# Writing a high-quality task

Here are some best practices we've found, as a community, about writing tasks that improve life for everyone. These guidelines come from the Mechanic community's collective experience building production Shopify automation.

{% hint style="info" %}
Working on getting better at task-writing? See [Practicing writing tasks](https://learn.mechanic.dev/resources/tutorials/practicing-writing-tasks).
{% endhint %}

* [**Know how Mechanic uses Liquid.**](https://learn.mechanic.dev/platform/liquid) We've extended the language with new tags and filters – being familiar with them will help you write a task that works efficiently, and reads cleanly.
* [**Render preview actions.**](https://learn.mechanic.dev/core/tasks/previews) During preview, your task should behave in way illustrative of its behavior with live events. Lean on [defined preview events](https://learn.mechanic.dev/core/tasks/previews/events) to cut down on preview-specific code, falling back to preview-specific code only when necessary.
* [**Watch out for action loops.**](https://learn.mechanic.dev/techniques/preventing-action-loops) If you're responding to mechanic/actions/perform, make sure the task guards against action events it's not interested in. If your task modifies a Shopify resource and also subscribes to that resource's update event, ensure that the task knows to not attempt to update it a second time.
* **If you generate actions that destroy data,** [**log the original values**](https://learn.mechanic.dev/platform/liquid/tags/log)**.** You never know when you'll need to go back and pull the data that was in place before your action ran.
* **If your task sometimes does nothing,** [**log the reason why**](https://learn.mechanic.dev/platform/liquid/tags/log)**.** This simple practice can save hours of customer support time later.
* **When you want to do work&#x20;*****x*****&#x20;days after&#x20;*****y*****, choose purposefully between delayed subscriptions and regular batch processing.** Instead of using "shopify/orders/create+5.days" to queue up a bunch of future work, consider a task that runs on "mechanic/scheduler/daily" which queries for all orders that were created 5 days ago, processing all of them as a batch. This practice allows the merchant to disable/enable the task at will, without having to think about events that are already scheduled, and without having to wait *x* days before the task starts working again.
* **⚠️ Recall that Shopify doesn't guarantee webhook deliverability.** During Shopify service interruptions, webhooks can be severely delayed. And, we've seen some cases in which Shopify completely fails to deliver webhooks – very rare, but it does happen. For more on this, and what to do about it, see [Reconciling missing events](https://learn.mechanic.dev/core/shopify/events/reconciling-missing-events).
* **Include a test mode that only renders** [**logs**](https://learn.mechanic.dev/core/tasks/code/log-objects) **– no actions.** When test mode is enabled, the task should log a summary of what the task *would* actually do if test mode were disabled. Use a boolean – something like `{% if options.test_mode__boolean %}`. This is very useful for debugging, before setting a task live.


**TASK ITEM**
Please copy out the lines in the entries that contain "block".

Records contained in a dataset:
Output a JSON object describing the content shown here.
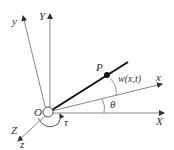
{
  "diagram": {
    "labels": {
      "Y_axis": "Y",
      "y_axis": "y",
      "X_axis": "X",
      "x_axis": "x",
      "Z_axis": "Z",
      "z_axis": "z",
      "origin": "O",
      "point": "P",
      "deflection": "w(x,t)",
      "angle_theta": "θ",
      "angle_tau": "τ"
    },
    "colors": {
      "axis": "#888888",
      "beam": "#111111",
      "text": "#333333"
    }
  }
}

...

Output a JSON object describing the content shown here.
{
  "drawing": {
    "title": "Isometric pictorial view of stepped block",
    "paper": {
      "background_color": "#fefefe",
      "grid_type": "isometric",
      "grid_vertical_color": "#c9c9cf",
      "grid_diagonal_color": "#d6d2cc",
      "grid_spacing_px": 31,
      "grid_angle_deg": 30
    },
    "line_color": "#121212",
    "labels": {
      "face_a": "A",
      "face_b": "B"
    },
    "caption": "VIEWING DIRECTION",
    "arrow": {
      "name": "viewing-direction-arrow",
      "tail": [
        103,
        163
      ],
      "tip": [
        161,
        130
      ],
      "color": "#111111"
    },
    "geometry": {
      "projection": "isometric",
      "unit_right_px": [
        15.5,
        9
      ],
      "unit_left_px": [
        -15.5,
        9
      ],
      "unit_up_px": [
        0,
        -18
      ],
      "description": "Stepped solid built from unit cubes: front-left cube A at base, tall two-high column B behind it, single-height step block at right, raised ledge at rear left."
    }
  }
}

---

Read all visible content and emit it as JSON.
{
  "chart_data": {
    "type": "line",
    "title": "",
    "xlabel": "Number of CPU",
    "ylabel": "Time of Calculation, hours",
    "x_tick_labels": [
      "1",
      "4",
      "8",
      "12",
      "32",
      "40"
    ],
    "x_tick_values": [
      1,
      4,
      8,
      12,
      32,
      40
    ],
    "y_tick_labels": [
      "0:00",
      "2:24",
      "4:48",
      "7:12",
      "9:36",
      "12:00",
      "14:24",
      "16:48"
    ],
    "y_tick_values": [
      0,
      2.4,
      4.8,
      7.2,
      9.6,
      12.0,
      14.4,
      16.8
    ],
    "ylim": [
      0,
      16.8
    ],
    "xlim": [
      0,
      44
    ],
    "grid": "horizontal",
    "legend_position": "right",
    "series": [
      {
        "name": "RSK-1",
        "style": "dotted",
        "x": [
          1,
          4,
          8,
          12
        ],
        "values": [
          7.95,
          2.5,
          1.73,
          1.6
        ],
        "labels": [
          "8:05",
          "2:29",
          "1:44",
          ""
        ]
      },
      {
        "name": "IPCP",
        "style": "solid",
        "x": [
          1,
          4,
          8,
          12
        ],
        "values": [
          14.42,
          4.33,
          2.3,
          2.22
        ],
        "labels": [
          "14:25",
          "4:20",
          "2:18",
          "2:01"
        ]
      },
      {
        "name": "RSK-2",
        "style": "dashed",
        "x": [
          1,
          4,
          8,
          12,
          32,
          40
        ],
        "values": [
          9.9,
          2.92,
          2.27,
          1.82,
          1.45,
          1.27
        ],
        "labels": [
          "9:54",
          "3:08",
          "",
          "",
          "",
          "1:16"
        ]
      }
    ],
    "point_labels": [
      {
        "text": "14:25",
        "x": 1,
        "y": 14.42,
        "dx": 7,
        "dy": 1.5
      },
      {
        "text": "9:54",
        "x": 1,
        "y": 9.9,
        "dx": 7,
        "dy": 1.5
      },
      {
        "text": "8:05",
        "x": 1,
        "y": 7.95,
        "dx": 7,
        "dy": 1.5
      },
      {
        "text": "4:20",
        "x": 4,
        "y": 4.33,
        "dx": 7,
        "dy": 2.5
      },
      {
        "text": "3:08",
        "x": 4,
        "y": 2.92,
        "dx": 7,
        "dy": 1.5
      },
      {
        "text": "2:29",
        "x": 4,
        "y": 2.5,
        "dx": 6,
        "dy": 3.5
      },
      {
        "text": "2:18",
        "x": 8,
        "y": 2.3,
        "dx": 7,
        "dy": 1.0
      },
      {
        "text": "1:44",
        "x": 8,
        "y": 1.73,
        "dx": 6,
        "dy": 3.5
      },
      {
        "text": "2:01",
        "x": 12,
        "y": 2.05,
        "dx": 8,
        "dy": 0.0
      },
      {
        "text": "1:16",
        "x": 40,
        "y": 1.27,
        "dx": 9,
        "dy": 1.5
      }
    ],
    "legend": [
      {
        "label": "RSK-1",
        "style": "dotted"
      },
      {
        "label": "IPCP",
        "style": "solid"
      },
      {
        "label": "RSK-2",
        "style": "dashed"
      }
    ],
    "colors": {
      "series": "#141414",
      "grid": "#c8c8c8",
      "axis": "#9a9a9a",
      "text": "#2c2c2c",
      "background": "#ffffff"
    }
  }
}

**TASK RESULT**
    "title": "Isometric pictorial view of stepped block",
      "description": "Stepped solid built from unit cubes: front-left cube A at base, tall two-high column B behind it, single-height step block at right, raised ledge at rear left."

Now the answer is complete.